Glossary

Statement of Work (SoW)

A Statement of Work (SoW) is the document defining scope, deliverables, milestones, acceptance criteria and assumptions for a fixed engagement between buyer and vendor. It is the artifact that separates 'we have a contract' from 'we will figure it out as we go'.

A Statement of Work sits underneath the master agreement and answers the practical questions: what is being built, by when, against which acceptance criteria, with which assumptions, and what happens when reality drifts from the plan. The clauses that earn their keep are acceptance criteria, change-control, assumptions, and IP assignment — vague versions of any of these are where disputes start.

The trade-off is tightness. A tight SoW ships on plan but generates a change request for every drift, which slows the work and sours the relationship if requirements were never as stable as the document pretended. A loose SoW is flexible but slips silently: scope grows, the date stays, and quality is the thing that gives. The rule of thumb is to make the SoW only as tight as the requirements are genuinely stable.

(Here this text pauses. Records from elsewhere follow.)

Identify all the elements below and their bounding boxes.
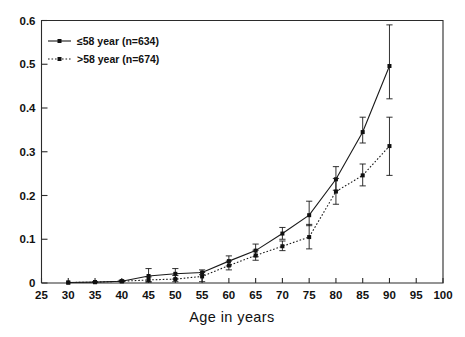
data-point-55 <box>200 274 204 278</box>
legend-marker-1 <box>58 39 62 43</box>
legend-marker-2 <box>58 57 62 61</box>
y-tick-label-0.4: 0.4 <box>20 102 37 114</box>
y-tick-label-0.3: 0.3 <box>20 146 36 158</box>
x-tick-label-65: 65 <box>249 289 262 301</box>
y-tick-label-0.2: 0.2 <box>20 190 36 202</box>
x-axis-tick-labels: 253035404550556065707580859095100 <box>35 289 452 301</box>
x-tick-label-90: 90 <box>383 289 396 301</box>
x-tick-label-45: 45 <box>142 289 155 301</box>
x-tick-label-40: 40 <box>115 289 128 301</box>
y-axis-ticks <box>42 21 48 284</box>
chart-plot-svg: 253035404550556065707580859095100 00.10.… <box>0 0 465 337</box>
data-point-75 <box>307 235 311 239</box>
x-tick-label-25: 25 <box>35 289 48 301</box>
data-point-60 <box>227 264 231 268</box>
data-point-65 <box>254 253 258 257</box>
data-point-70 <box>280 232 284 236</box>
data-point-70 <box>280 244 284 248</box>
series-1-markers <box>66 64 391 285</box>
data-point-50 <box>173 277 177 281</box>
legend-entry-1: ≤58 year (n=634) <box>48 35 159 47</box>
y-tick-label-0: 0 <box>29 277 35 289</box>
data-point-35 <box>93 280 97 284</box>
y-tick-label-0.5: 0.5 <box>20 58 37 70</box>
y-tick-label-0.6: 0.6 <box>20 15 36 27</box>
x-tick-label-95: 95 <box>410 289 423 301</box>
x-tick-label-60: 60 <box>222 289 235 301</box>
x-tick-label-85: 85 <box>356 289 369 301</box>
x-tick-label-30: 30 <box>62 289 75 301</box>
y-axis-tick-labels: 00.10.20.30.40.50.6 <box>20 15 37 290</box>
chart-container: 253035404550556065707580859095100 00.10.… <box>0 0 465 337</box>
series-2-errorbars <box>92 117 393 282</box>
legend-entry-2: >58 year (n=674) <box>48 53 159 65</box>
data-point-45 <box>147 278 151 282</box>
data-point-90 <box>387 64 391 68</box>
x-tick-label-55: 55 <box>196 289 209 301</box>
data-point-75 <box>307 213 311 217</box>
series-1-errorbars <box>119 25 393 282</box>
chart-legend: ≤58 year (n=634)>58 year (n=674) <box>48 35 159 65</box>
x-tick-label-100: 100 <box>433 289 452 301</box>
series-1-line <box>68 66 389 283</box>
data-point-30 <box>66 281 70 285</box>
x-tick-label-70: 70 <box>276 289 289 301</box>
data-point-85 <box>361 173 365 177</box>
x-tick-label-50: 50 <box>169 289 182 301</box>
x-axis-title: Age in years <box>189 309 274 325</box>
x-tick-label-35: 35 <box>89 289 102 301</box>
legend-label-2: >58 year (n=674) <box>77 53 159 65</box>
data-point-85 <box>361 130 365 134</box>
x-tick-label-80: 80 <box>330 289 343 301</box>
data-point-80 <box>334 190 338 194</box>
legend-label-1: ≤58 year (n=634) <box>77 35 159 47</box>
x-tick-label-75: 75 <box>303 289 316 301</box>
data-point-90 <box>387 144 391 148</box>
y-tick-label-0.1: 0.1 <box>20 233 37 245</box>
data-point-40 <box>120 279 124 283</box>
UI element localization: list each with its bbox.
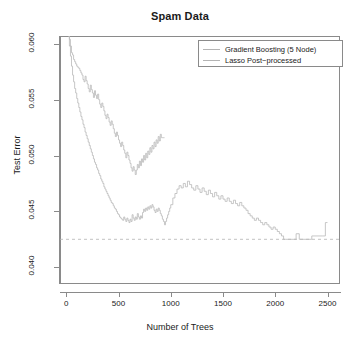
legend-label: Lasso Post−processed (225, 56, 301, 65)
x-tick (66, 292, 67, 297)
x-tick (171, 292, 172, 297)
y-tick-label: 0.050 (27, 137, 36, 171)
legend-box: Gradient Boosting (5 Node) Lasso Post−pr… (198, 40, 343, 67)
legend-line-icon (203, 60, 220, 61)
legend-item: Gradient Boosting (5 Node) (203, 44, 338, 54)
x-tick-label: 2500 (308, 299, 348, 308)
y-tick-label: 0.045 (27, 193, 36, 227)
x-axis-line (60, 292, 341, 293)
y-tick (54, 267, 59, 268)
y-tick (54, 100, 59, 101)
y-tick-label: 0.055 (27, 81, 36, 115)
y-tick-label: 0.040 (27, 249, 36, 283)
plot-canvas (60, 36, 340, 284)
y-axis-line (59, 36, 60, 284)
y-tick (54, 211, 59, 212)
legend-label: Gradient Boosting (5 Node) (225, 45, 316, 54)
x-tick-label: 2000 (255, 299, 295, 308)
x-tick-label: 1000 (151, 299, 191, 308)
y-tick-label: 0.060 (27, 25, 36, 59)
x-tick (328, 292, 329, 297)
x-tick (223, 292, 224, 297)
x-tick (275, 292, 276, 297)
series-line-0 (68, 36, 164, 175)
chart-figure: Spam Data 0.0400.0450.0500.0550.060 Test… (0, 0, 360, 350)
x-axis-title: Number of Trees (0, 322, 360, 332)
y-tick (54, 44, 59, 45)
chart-title: Spam Data (0, 10, 360, 22)
x-tick-label: 500 (99, 299, 139, 308)
x-tick-label: 1500 (203, 299, 243, 308)
y-tick (54, 156, 59, 157)
legend-line-icon (203, 49, 220, 50)
y-axis-title: Test Error (12, 120, 22, 190)
x-tick (119, 292, 120, 297)
legend-item: Lasso Post−processed (203, 55, 338, 65)
x-tick-label: 0 (46, 299, 86, 308)
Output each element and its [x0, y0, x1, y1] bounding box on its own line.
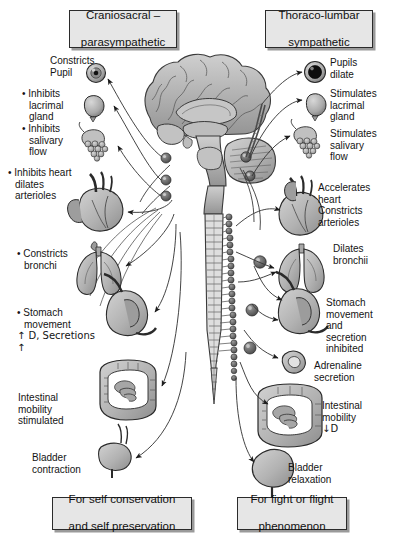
label-stomach-movement-secretions: • Stomach movement ↑ D, Secretions ↑	[17, 307, 117, 353]
label-constricts-bronchi: • Constricts bronchi	[17, 248, 97, 271]
footer-box-fight-or-flight: For fight or flight phenomenon	[237, 497, 347, 530]
label-stimulates-lacrimal-gland: Stimulates lacrimal gland	[330, 88, 402, 123]
lungs-icon-right	[279, 244, 324, 292]
footer-left-line1: For self conservation	[69, 493, 176, 507]
label-dilates-bronchii: Dilates bronchii	[333, 243, 401, 266]
label-stimulates-salivary-flow: Stimulates salivary flow	[330, 128, 402, 163]
parasympathetic-ganglia-icon	[161, 153, 171, 201]
header-right-line2: sympathetic	[278, 36, 359, 50]
footer-box-self-conservation: For self conservation and self preservat…	[52, 497, 192, 530]
label-bladder-relaxation: Bladder relaxation	[288, 462, 368, 485]
adrenal-gland-icon	[282, 351, 305, 373]
lacrimal-gland-icon-right	[306, 94, 326, 121]
header-box-parasympathetic: Craniosacral – parasympathetic	[69, 10, 177, 48]
label-intestinal-mobility-decreased: Intestinal mobility ↓D	[322, 400, 402, 435]
footer-right-line1: For fight or flight	[250, 493, 333, 507]
label-accelerates-heart-constricts-arterioles: Accelerates heart Constricts arterioles	[318, 182, 402, 228]
label-stomach-movement-secretion-inhibited: Stomach movement and secretion inhibited	[326, 297, 402, 355]
label-bladder-contraction: Bladder contraction	[32, 452, 104, 475]
header-left-line2: parasympathetic	[81, 36, 165, 50]
footer-right-line2: phenomenon	[250, 520, 333, 534]
heart-icon-right	[279, 176, 323, 235]
label-inhibits-heart-dilates-arterioles: • Inhibits heart dilates arterioles	[8, 167, 90, 202]
header-box-sympathetic: Thoraco-lumbar sympathetic	[265, 10, 373, 48]
intestine-icon-left	[100, 360, 156, 420]
header-left-line1: Craniosacral –	[81, 9, 165, 23]
eye-dilated-icon	[305, 62, 326, 83]
label-intestinal-mobility-stimulated: Intestinal mobility stimulated	[18, 392, 96, 427]
header-right-line1: Thoraco-lumbar	[278, 9, 359, 23]
label-constricts-pupil: Constricts Pupil	[50, 55, 110, 78]
salivary-gland-icon-right	[291, 119, 320, 158]
label-inhibits-lacrimal-gland: • Inhibits lacrimal gland	[22, 88, 92, 123]
label-adrenaline-secretion: Adrenaline secretion	[314, 360, 400, 383]
autonomic-nervous-system-diagram: Craniosacral – parasympathetic Thoraco-l…	[0, 0, 402, 540]
label-inhibits-salivary-flow: • Inhibits salivary flow	[22, 123, 84, 158]
intestine-icon-right	[258, 384, 322, 447]
footer-left-line2: and self preservation	[69, 520, 176, 534]
label-pupils-dilate: Pupils dilate	[330, 57, 400, 80]
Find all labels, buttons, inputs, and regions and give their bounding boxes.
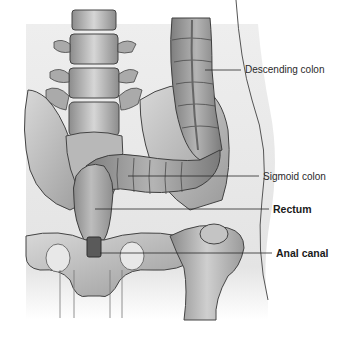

When the work is well-defined — a migration, an integration, a clearly specified feature — a fixed SoW is the right shape. When the work is exploratory or the product is still finding its form, time and materials or a dedicated development team under a lightweight SoW will get you there with less friction. The mistake is forcing a tight fixed-scope SoW onto discovery work, then spending the engagement arguing about change requests instead of building the product.